The Alliance party denounces all of the above as tired and sectarian parties which have lost all claim to the centre ground and who can only offer "the same old same old".

Represented since 1981 by the Rev Martin Smyth, South Belfast has opted in consecutive elections for what the anti-agreement camp calls a "traditional unionist". The late Rev Bradford, who was murdered, was such an MP, having been a former member of the Vanguard party. The Rev Smyth, too, was solidly against the pro-agreement and pro-Trimble camp.

This time, however, it is the UUP leader's trusted colleague Michael McGimpsey who carries the UUP colours into this election. For the first time his party faces a DUP challenge - Jimmy Spratt, an RUC officer for 30 years in south Belfast and former leader of the Police Federation, the rank-and-file officer's union is the DUP's candidate.

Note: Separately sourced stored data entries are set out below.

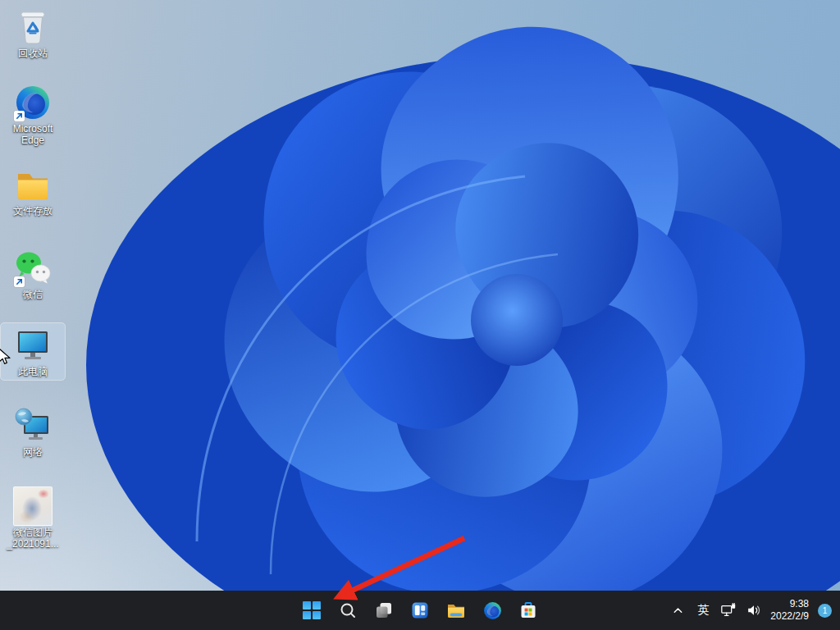  What do you see at coordinates (33, 372) in the screenshot?
I see `desktop-icon-label: 此电脑` at bounding box center [33, 372].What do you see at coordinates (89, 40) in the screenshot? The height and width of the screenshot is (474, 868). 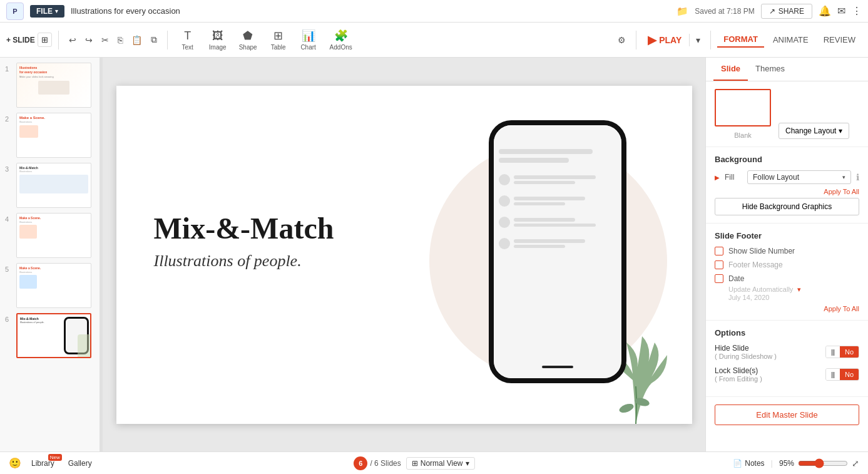 I see `redo-button: ↪` at bounding box center [89, 40].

He echoes the campaign message which is ringing so loudly in many other constituencies: the Belfast Agreement has failed, unionists have done badly and have turned on Mr Trimble, opting for stronger and more principled leadership under the DUP.

Scenting a unique opportunity to break the unionist grip, lower Ormeau Road family doctor and SDLP deputy leader Alasdair McDonnell hopes to galvanise non-unionist voters around his campaign.

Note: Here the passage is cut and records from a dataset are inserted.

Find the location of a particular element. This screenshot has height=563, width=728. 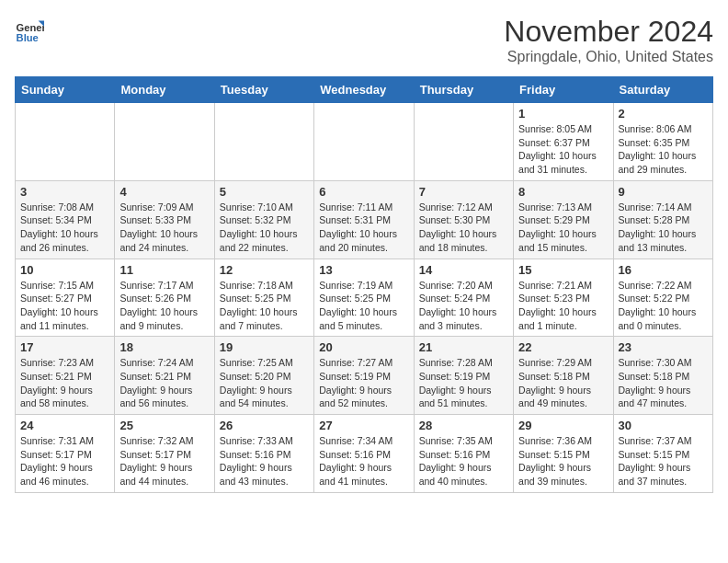

calendar-cell: 28Sunrise: 7:35 AM Sunset: 5:16 PM Dayli… is located at coordinates (463, 454).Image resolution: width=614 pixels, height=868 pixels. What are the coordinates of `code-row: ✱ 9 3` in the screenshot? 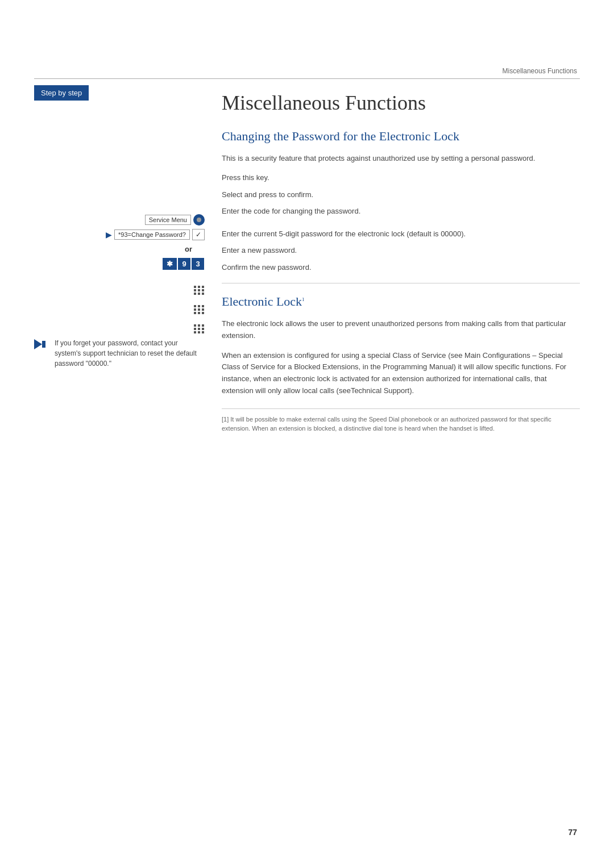 It's located at (119, 264).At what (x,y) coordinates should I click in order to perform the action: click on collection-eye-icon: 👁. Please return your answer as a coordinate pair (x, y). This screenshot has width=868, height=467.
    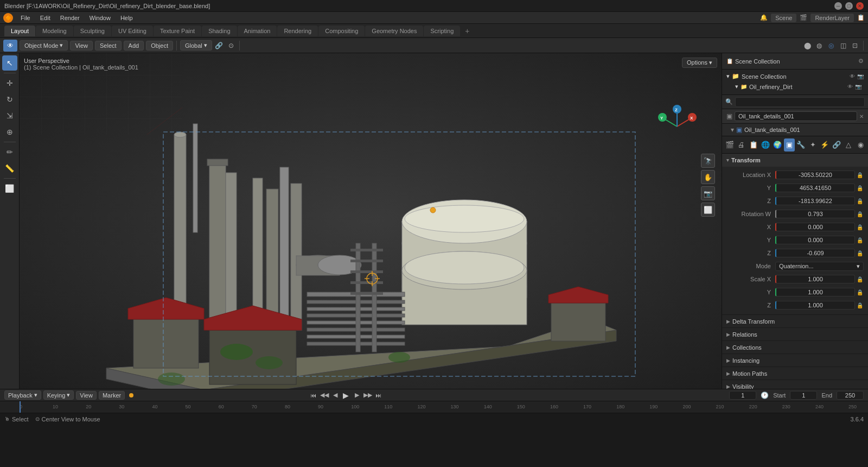
    Looking at the image, I should click on (852, 76).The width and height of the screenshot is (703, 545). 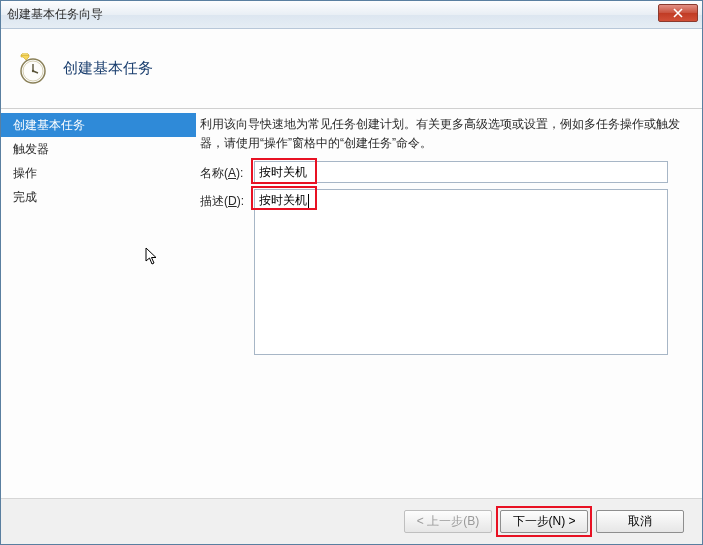 What do you see at coordinates (308, 201) in the screenshot?
I see `text-caret` at bounding box center [308, 201].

However, former Belfast lord mayor Alex Maskey says that as Dr McDonnell came behind him at the 2003 Assembly poll, he is in no position to claim the role as lead nationalist.

Some Smyth voters may desert McGimpsey and the UUP now that they are championing the Trimble cause. Others may punish the DUP for challenging the Ulster Unionists and creating an opening for nationalism.

UUP workers on the doorstep repeat their charge against "Splitter Spratt" that only the opponents of the Union can benefit from the DUP push.

Both the UUP and the SDLP assert that the Democratic Unionists and Sinn Féin are out to damage their main rivals' campaigns.

Dr McDonnell and Mr McGimpsey's canvassers believe the DUP would rather see the SDLP man elected. This would kill off the UUP totally and allow reunited unionism to fall into the DUP camp at the next Westminster election, the theory goes.

Mr McGimpsey sums up the charge: "The DUP have no hope of winning this seat and they know it. What they are about is trying to harm my vote in order to give [the constituency] to a nationalist. On the other side, I think McDonnell is clearly the strongest nationalist candidate."